PROBLEM DETAILS. Starting at the line that contains "Describe the element at coordinates (236, 550)", write out every line through the end of the records below exactly as it appears, and leave out all pictures.

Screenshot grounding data
***

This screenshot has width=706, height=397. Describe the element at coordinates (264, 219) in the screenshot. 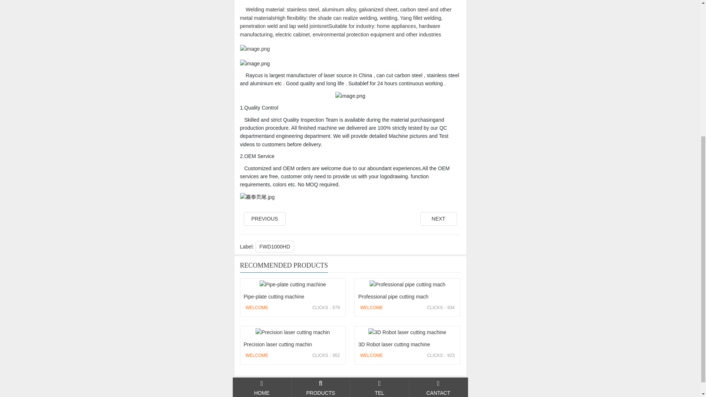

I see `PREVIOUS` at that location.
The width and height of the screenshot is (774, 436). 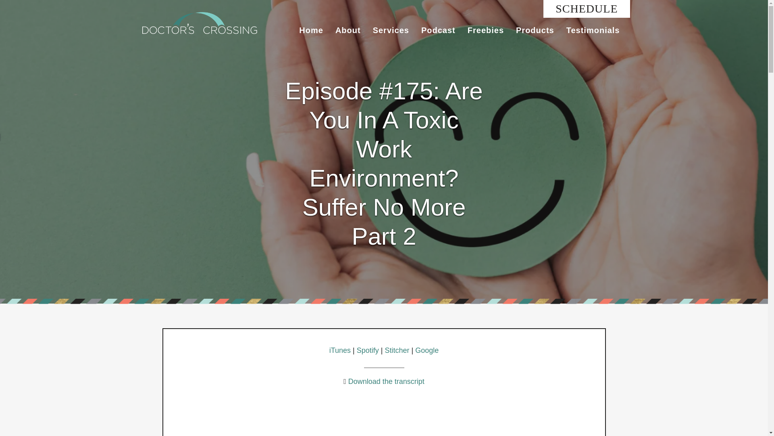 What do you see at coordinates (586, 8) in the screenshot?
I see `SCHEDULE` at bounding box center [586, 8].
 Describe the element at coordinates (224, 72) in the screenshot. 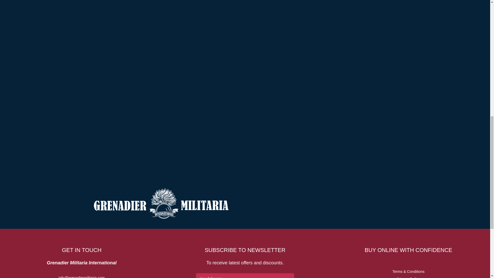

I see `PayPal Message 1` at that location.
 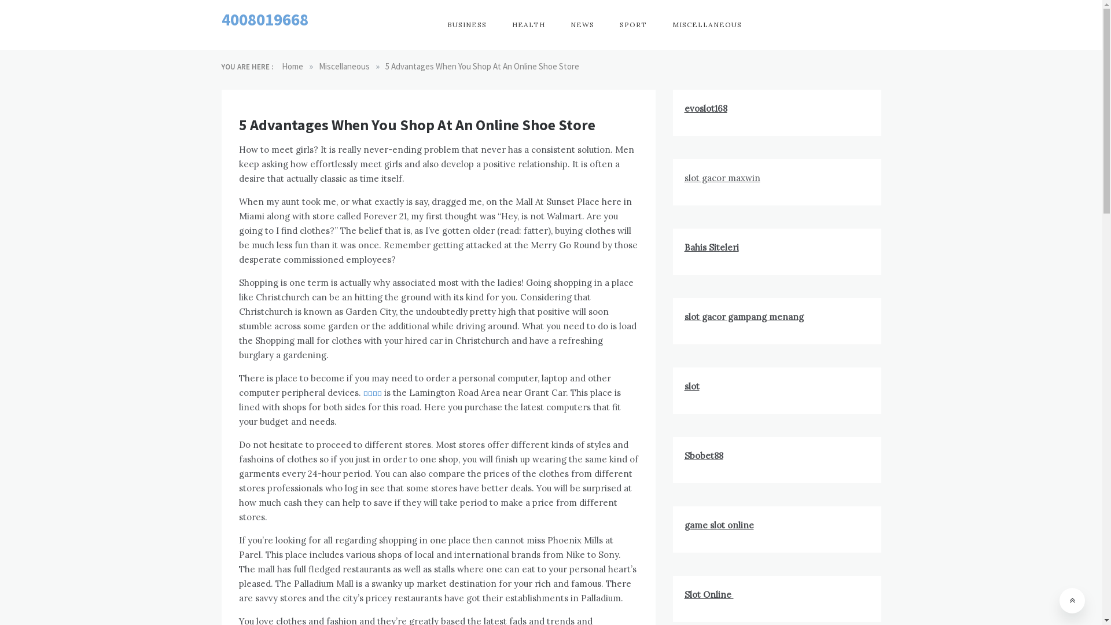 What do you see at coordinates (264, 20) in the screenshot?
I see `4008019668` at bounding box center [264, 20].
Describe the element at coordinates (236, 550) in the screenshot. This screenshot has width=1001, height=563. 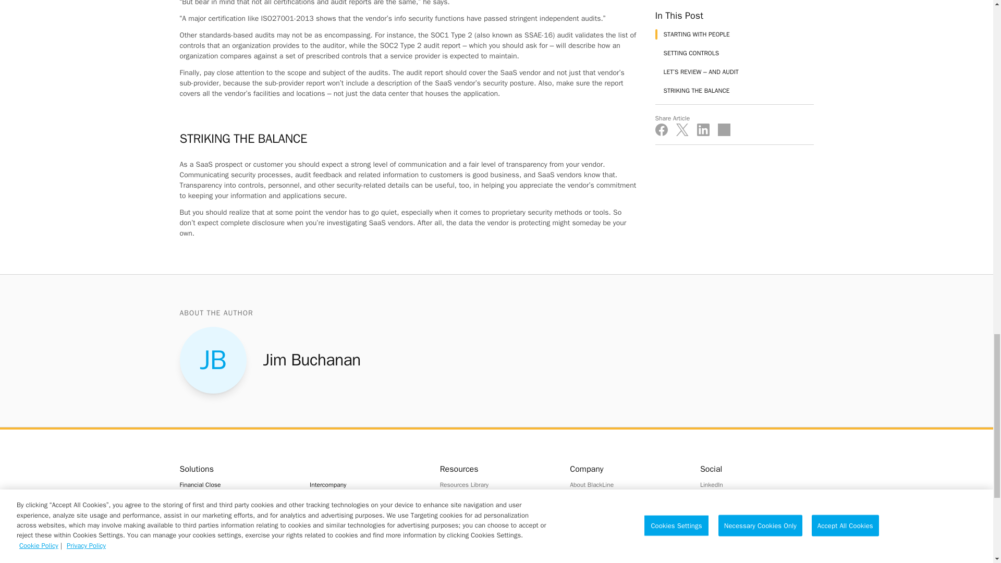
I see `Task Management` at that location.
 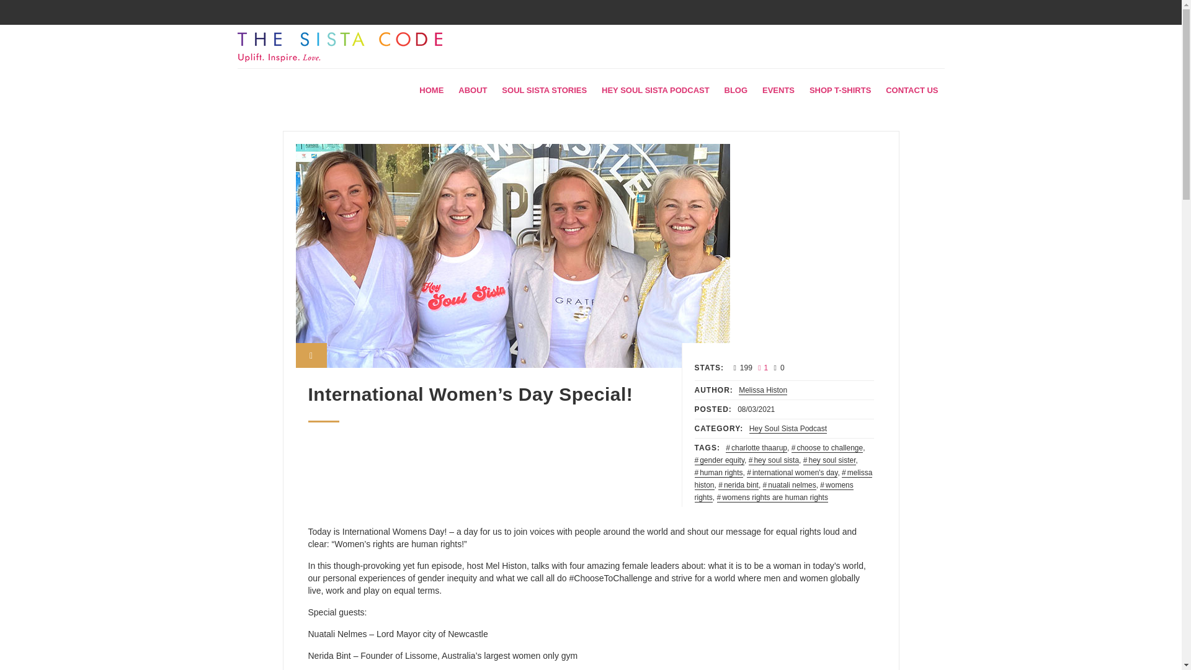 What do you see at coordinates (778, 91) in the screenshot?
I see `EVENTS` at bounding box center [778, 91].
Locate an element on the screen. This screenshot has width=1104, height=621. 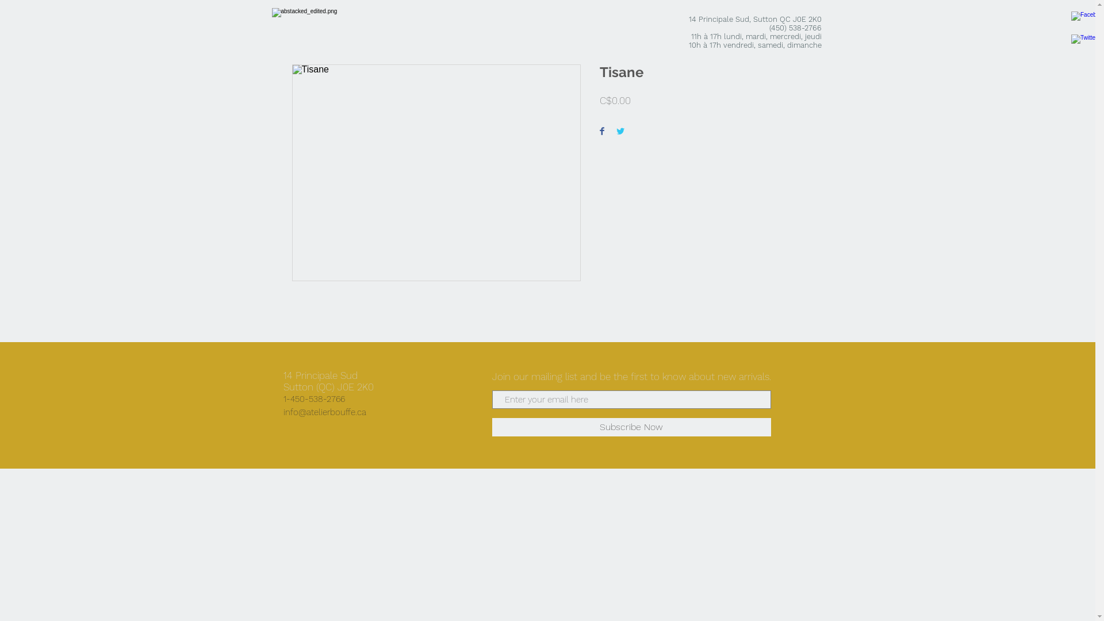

***

FINISHED EXERCISE.
Describe the element at coordinates (236, 550) in the screenshot. This screenshot has width=1001, height=563. 
I see `Task Management` at that location.
  What do you see at coordinates (778, 91) in the screenshot?
I see `EVENTS` at bounding box center [778, 91].
Locate an element on the screen. This screenshot has width=1104, height=621. 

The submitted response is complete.